>Wow, I'm completely lost on that.
Now now, let's skip the flattery.
>Could you break it down explaining what each line does, please.
Okay, let's start with line = "C 14st 80kg 10".
>next = strcspn ( line, " \t" );
If you print &p[next], you'll get " 14st 80kg 10". strcspn essentially finds the first occurrence of any of the characters in the second argument (ie. a tab or a space) and returns the index of that occurrence. In this case, next has a value of 1.
>strncat ( user, line, next );
strcat appends the first argument with N characters from the second argument, where N is specified by the third argument. It copies 1 character from "C 14st 80kg 10" into user, so user becomes "C".
>weighta = strtol ( line + next, &nextp, 0 );
strtol skips whitespace and tries to convert the next non-whitespace characters into an integer. It stores the point where it can't convert anymore in the second argument, and uses the third argument as a radix. Put simply, this guy will store 14 in weighta because after whitespace the string is "14st 80kg 10". It's that way because I added next to line, thus shifting line forward by one character. nextp points to the string "st 80kg 10" because the 's' was the first non-digit character that strtol found.
The rest of the lines just repeat that process until there's nothing left to read.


(Your objective)
Each of the records below must be reproduced exactly.
—————
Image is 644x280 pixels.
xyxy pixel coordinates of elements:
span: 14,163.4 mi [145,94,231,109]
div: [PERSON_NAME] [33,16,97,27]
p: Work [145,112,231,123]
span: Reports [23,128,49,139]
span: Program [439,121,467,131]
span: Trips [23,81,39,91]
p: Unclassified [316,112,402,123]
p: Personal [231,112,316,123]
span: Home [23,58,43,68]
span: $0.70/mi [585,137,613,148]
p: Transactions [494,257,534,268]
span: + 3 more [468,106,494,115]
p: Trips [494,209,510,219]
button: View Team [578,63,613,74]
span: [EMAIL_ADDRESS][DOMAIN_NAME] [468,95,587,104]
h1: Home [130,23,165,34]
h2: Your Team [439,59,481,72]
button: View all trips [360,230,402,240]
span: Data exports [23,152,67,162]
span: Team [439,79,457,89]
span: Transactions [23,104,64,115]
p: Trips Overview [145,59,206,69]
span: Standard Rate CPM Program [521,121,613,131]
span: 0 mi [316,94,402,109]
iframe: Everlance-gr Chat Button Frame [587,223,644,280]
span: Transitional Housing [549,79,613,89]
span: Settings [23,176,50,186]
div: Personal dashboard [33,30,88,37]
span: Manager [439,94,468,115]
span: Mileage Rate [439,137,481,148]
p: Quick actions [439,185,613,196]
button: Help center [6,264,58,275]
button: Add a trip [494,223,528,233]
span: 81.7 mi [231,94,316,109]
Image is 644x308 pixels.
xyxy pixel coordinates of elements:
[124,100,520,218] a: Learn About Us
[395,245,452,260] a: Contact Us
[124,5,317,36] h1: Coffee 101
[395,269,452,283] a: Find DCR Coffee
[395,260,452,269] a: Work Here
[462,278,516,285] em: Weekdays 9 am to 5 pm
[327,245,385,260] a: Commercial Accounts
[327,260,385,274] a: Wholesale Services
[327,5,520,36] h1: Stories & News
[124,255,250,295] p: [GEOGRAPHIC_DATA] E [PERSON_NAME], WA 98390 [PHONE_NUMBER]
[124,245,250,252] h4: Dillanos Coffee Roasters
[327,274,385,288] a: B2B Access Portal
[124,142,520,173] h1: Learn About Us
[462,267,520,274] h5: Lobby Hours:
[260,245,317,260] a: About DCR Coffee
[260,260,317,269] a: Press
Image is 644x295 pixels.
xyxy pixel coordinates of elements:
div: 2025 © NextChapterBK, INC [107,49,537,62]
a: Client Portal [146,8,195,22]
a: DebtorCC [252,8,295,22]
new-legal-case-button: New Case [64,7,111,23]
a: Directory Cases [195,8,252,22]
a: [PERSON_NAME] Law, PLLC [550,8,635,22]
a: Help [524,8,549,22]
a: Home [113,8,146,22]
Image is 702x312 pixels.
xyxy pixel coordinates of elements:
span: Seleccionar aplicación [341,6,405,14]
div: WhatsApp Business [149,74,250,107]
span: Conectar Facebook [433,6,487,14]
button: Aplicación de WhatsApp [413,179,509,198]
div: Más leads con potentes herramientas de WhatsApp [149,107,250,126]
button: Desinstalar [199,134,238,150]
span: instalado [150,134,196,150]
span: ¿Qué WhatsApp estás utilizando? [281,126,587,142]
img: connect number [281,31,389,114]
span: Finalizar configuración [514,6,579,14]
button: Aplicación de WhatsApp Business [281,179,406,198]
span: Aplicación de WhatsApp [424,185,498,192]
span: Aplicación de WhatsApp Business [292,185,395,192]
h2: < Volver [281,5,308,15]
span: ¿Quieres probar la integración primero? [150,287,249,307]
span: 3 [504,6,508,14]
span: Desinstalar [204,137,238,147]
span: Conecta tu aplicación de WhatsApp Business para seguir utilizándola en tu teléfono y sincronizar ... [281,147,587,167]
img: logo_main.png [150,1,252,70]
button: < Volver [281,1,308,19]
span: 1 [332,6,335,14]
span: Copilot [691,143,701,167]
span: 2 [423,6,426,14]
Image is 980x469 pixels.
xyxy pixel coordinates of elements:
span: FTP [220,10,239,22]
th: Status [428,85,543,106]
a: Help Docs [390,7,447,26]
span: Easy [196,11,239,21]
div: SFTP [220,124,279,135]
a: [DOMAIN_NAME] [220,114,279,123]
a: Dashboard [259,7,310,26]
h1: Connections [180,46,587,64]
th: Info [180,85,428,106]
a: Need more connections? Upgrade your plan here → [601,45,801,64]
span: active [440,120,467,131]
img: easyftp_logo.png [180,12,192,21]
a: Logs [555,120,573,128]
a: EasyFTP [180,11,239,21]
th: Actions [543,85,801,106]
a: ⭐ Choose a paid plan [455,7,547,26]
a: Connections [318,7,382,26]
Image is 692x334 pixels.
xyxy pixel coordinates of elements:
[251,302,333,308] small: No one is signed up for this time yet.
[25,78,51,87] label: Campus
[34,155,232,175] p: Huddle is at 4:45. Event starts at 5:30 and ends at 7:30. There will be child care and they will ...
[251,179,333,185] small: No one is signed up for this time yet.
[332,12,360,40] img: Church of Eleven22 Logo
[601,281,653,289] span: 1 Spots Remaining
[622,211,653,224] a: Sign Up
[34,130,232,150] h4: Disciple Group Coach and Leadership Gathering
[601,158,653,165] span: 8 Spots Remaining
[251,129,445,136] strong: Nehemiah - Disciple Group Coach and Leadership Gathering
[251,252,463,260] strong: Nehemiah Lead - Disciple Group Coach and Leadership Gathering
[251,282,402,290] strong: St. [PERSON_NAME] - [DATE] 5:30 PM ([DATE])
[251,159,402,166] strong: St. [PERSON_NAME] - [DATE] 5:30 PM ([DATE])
—————
(Output for this task)
Image is 644x280 pixels.
xyxy pixel coordinates of elements:
span: 14,163.4 mi [145,94,231,109]
div: [PERSON_NAME] [33,16,97,27]
p: Work [145,112,231,123]
span: Reports [23,128,49,139]
span: Program [439,121,467,131]
span: Trips [23,81,39,91]
p: Unclassified [316,112,402,123]
p: Personal [231,112,316,123]
span: Home [23,58,43,68]
span: $0.70/mi [585,137,613,148]
p: Transactions [494,257,534,268]
span: + 3 more [468,106,494,115]
p: Trips [494,209,510,219]
button: View Team [578,63,613,74]
span: [EMAIL_ADDRESS][DOMAIN_NAME] [468,95,587,104]
h1: Home [130,23,165,34]
h2: Your Team [439,59,481,72]
button: View all trips [360,230,402,240]
span: Data exports [23,152,67,162]
span: Team [439,79,457,89]
span: Transactions [23,104,64,115]
p: Trips Overview [145,59,206,69]
span: Standard Rate CPM Program [521,121,613,131]
span: 0 mi [316,94,402,109]
iframe: Everlance-gr Chat Button Frame [587,223,644,280]
span: Transitional Housing [549,79,613,89]
span: Settings [23,176,50,186]
div: Personal dashboard [33,30,88,37]
span: Manager [439,94,468,115]
span: Mileage Rate [439,137,481,148]
p: Quick actions [439,185,613,196]
button: Help center [6,264,58,275]
button: Add a trip [494,223,528,233]
span: 81.7 mi [231,94,316,109]
Image is 644x308 pixels.
xyxy pixel coordinates of elements:
[124,100,520,218] a: Learn About Us
[395,245,452,260] a: Contact Us
[124,5,317,36] h1: Coffee 101
[395,269,452,283] a: Find DCR Coffee
[395,260,452,269] a: Work Here
[462,278,516,285] em: Weekdays 9 am to 5 pm
[327,245,385,260] a: Commercial Accounts
[327,260,385,274] a: Wholesale Services
[327,5,520,36] h1: Stories & News
[124,255,250,295] p: [GEOGRAPHIC_DATA] E [PERSON_NAME], WA 98390 [PHONE_NUMBER]
[124,245,250,252] h4: Dillanos Coffee Roasters
[327,274,385,288] a: B2B Access Portal
[124,142,520,173] h1: Learn About Us
[462,267,520,274] h5: Lobby Hours:
[260,245,317,260] a: About DCR Coffee
[260,260,317,269] a: Press
Image is 644x295 pixels.
xyxy pixel coordinates of elements:
div: 2025 © NextChapterBK, INC [107,49,537,62]
a: Client Portal [146,8,195,22]
a: DebtorCC [252,8,295,22]
new-legal-case-button: New Case [64,7,111,23]
a: Directory Cases [195,8,252,22]
a: [PERSON_NAME] Law, PLLC [550,8,635,22]
a: Help [524,8,549,22]
a: Home [113,8,146,22]
Image is 702x312 pixels.
xyxy pixel coordinates of elements:
span: Seleccionar aplicación [341,6,405,14]
div: WhatsApp Business [149,74,250,107]
span: Conectar Facebook [433,6,487,14]
button: Aplicación de WhatsApp [413,179,509,198]
div: Más leads con potentes herramientas de WhatsApp [149,107,250,126]
button: Desinstalar [199,134,238,150]
span: instalado [150,134,196,150]
span: ¿Qué WhatsApp estás utilizando? [281,126,587,142]
img: connect number [281,31,389,114]
span: Finalizar configuración [514,6,579,14]
button: Aplicación de WhatsApp Business [281,179,406,198]
span: Aplicación de WhatsApp [424,185,498,192]
span: Aplicación de WhatsApp Business [292,185,395,192]
h2: < Volver [281,5,308,15]
span: ¿Quieres probar la integración primero? [150,287,249,307]
span: 3 [504,6,508,14]
span: Desinstalar [204,137,238,147]
span: Conecta tu aplicación de WhatsApp Business para seguir utilizándola en tu teléfono y sincronizar ... [281,147,587,167]
img: logo_main.png [150,1,252,70]
button: < Volver [281,1,308,19]
span: 1 [332,6,335,14]
span: Copilot [691,143,701,167]
span: 2 [423,6,426,14]
Image is 980x469 pixels.
xyxy pixel coordinates of elements:
span: FTP [220,10,239,22]
th: Status [428,85,543,106]
a: Help Docs [390,7,447,26]
span: Easy [196,11,239,21]
div: SFTP [220,124,279,135]
a: [DOMAIN_NAME] [220,114,279,123]
a: Dashboard [259,7,310,26]
h1: Connections [180,46,587,64]
th: Info [180,85,428,106]
a: Need more connections? Upgrade your plan here → [601,45,801,64]
span: active [440,120,467,131]
img: easyftp_logo.png [180,12,192,21]
a: Logs [555,120,573,128]
a: EasyFTP [180,11,239,21]
th: Actions [543,85,801,106]
a: ⭐ Choose a paid plan [455,7,547,26]
a: Connections [318,7,382,26]
Image is 692x334 pixels.
xyxy pixel coordinates of elements:
[251,302,333,308] small: No one is signed up for this time yet.
[25,78,51,87] label: Campus
[34,155,232,175] p: Huddle is at 4:45. Event starts at 5:30 and ends at 7:30. There will be child care and they will ...
[251,179,333,185] small: No one is signed up for this time yet.
[332,12,360,40] img: Church of Eleven22 Logo
[601,281,653,289] span: 1 Spots Remaining
[622,211,653,224] a: Sign Up
[34,130,232,150] h4: Disciple Group Coach and Leadership Gathering
[601,158,653,165] span: 8 Spots Remaining
[251,129,445,136] strong: Nehemiah - Disciple Group Coach and Leadership Gathering
[251,252,463,260] strong: Nehemiah Lead - Disciple Group Coach and Leadership Gathering
[251,282,402,290] strong: St. [PERSON_NAME] - [DATE] 5:30 PM ([DATE])
[251,159,402,166] strong: St. [PERSON_NAME] - [DATE] 5:30 PM ([DATE])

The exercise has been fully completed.